Some information about locale (was Re: [Python-Dev] repr vs. str and locales again)
Guido van Rossum
guido@python.org
Mon, 22 May 2000 08:09:44 -0700
> From: pf@artcom-gmbh.de (Peter Funk)
>
> Guido van Rossum:
> [...]
> > The one objection could be that the locale may be obsolescent -- but
> > I've only heard /F vent an opinion about that; personally, I doubt
> > that we will be able to remove the locale any time soon, even if we
> > invent a better way.
>
> AFAIK locale and friends conform to POSIX.1. Calling this obsolescent...

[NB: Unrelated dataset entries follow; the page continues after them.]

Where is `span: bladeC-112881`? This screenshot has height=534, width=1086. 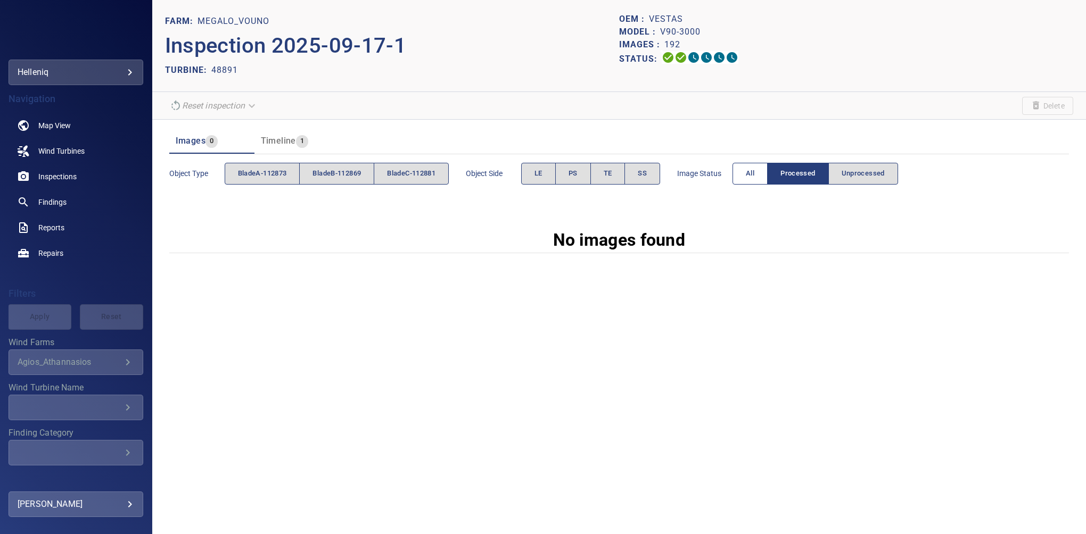 span: bladeC-112881 is located at coordinates (411, 173).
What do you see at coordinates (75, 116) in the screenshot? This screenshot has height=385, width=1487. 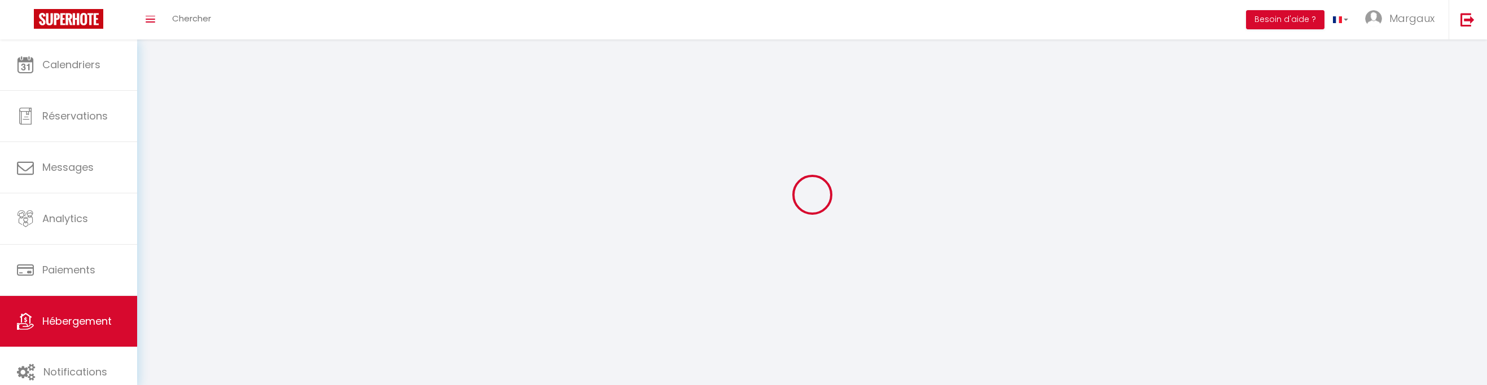 I see `span: Réservations` at bounding box center [75, 116].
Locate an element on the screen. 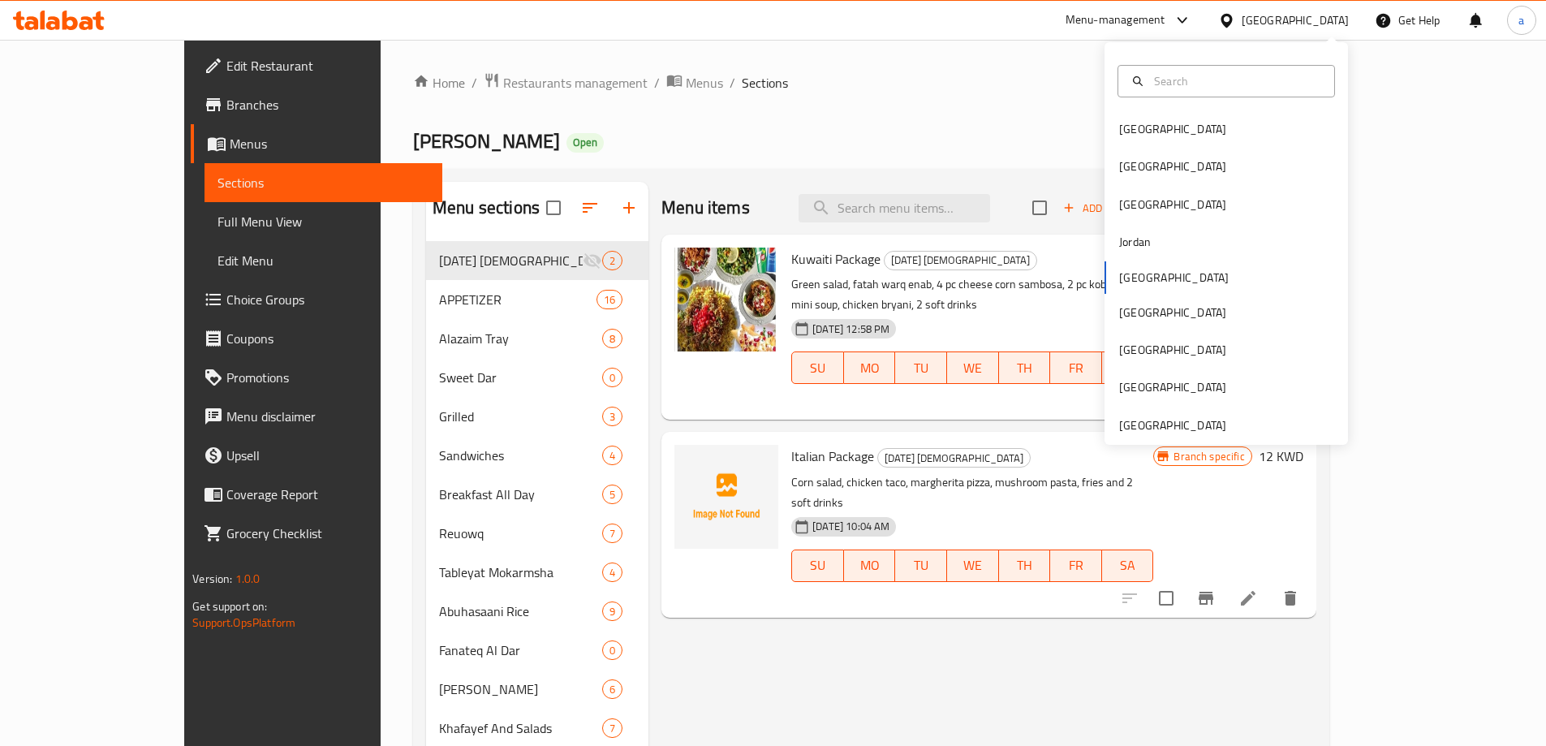 The height and width of the screenshot is (746, 1546). a: Edit Menu is located at coordinates (323, 260).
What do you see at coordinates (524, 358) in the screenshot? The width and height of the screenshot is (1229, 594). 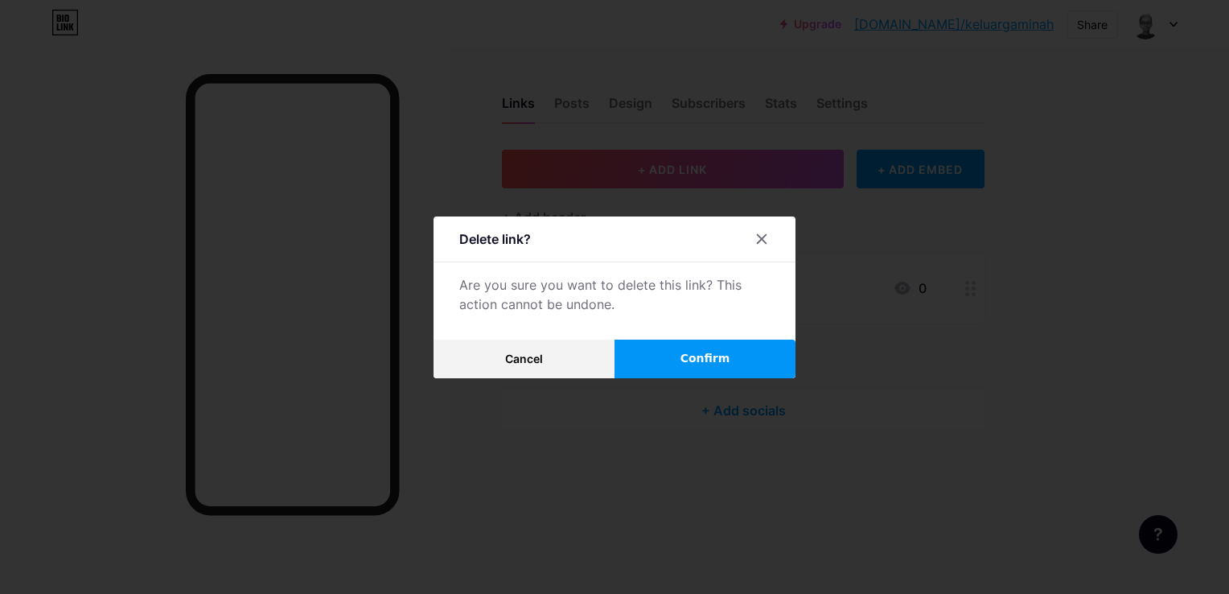 I see `span: Cancel` at bounding box center [524, 358].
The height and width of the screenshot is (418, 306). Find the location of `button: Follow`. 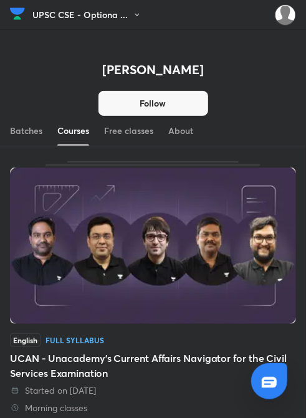

button: Follow is located at coordinates (153, 103).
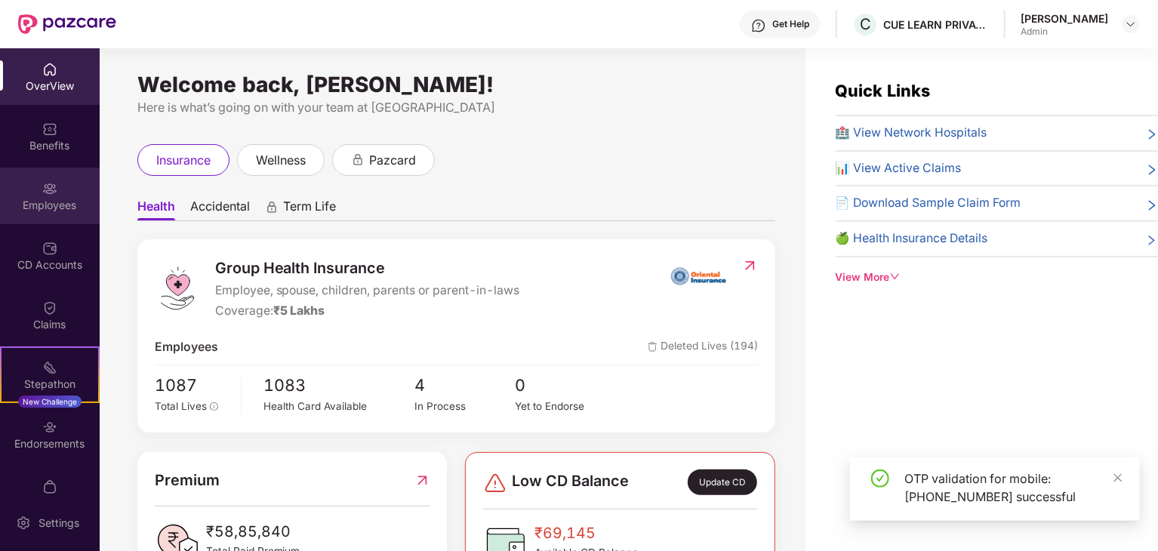 This screenshot has height=551, width=1158. What do you see at coordinates (865, 24) in the screenshot?
I see `span: C` at bounding box center [865, 24].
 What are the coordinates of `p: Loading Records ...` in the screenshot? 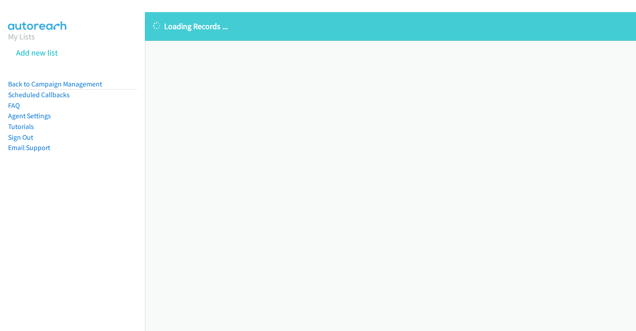 It's located at (391, 26).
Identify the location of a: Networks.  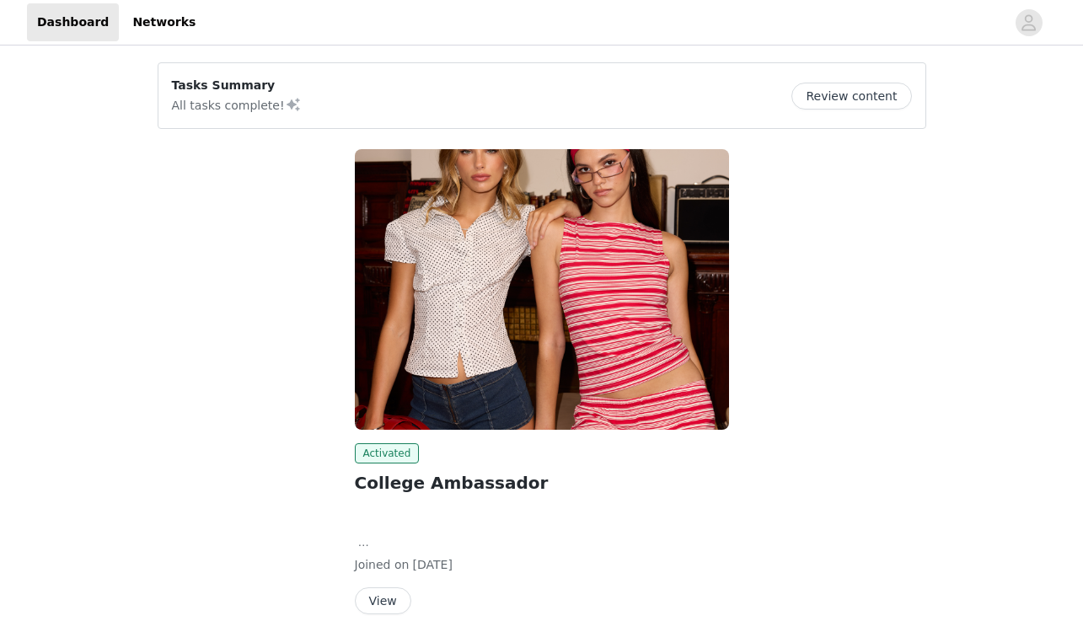
(163, 22).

> hmmm... may offend a *LOT* of people. Try this on comp.os.linux.advocacy ;-)
>
> Although I understand Barrys and Pings objections against a global state,
> it used to work very well: On a typical single user Linux system the
> user chooses his locale during the first stages of system setup and
> never has to think about it again. On multi user systems the locale
> of individual accounts may be customized using several environment
> variables, which can overide the default locale of the system.
>
> > Plus, I think that "better way" should address
> > this issue anyway. If the locale eventually disappears, the feature
> > automatically disappears with it, because you *have* to make a
> > locale.setlocale() call before the behavior of repr() changes.
>
> The last sentence is at least not the whole truth.
>
> On POSIX systems there are a several environment variables used to
> control the default locale settings for a users session. For example
> on my SuSE Linux system currently running in the german locale the
> environment variable LC_CTYPE=de_DE is automatically set by a file
> /etc/profile during login, which causes automatically the C-library
> function toupper('ä') to return an 'Ä' ---you should see
> a lower case a-umlaut as argument and an upper case umlaut as return
> value--- without having all applications to call 'setlocale' explicitly.
>
> So this simply works well as intended without having to add calls
> to 'setlocale' to all application program using this C-library functions.
I don;t believe that. According to the ANSI standard, a C program
*must* call setlocale(LC_..., "") if it wants the environment
variables to be honored; without this call, the locale is always the
"C" locale, which should *not* honor the environment variables.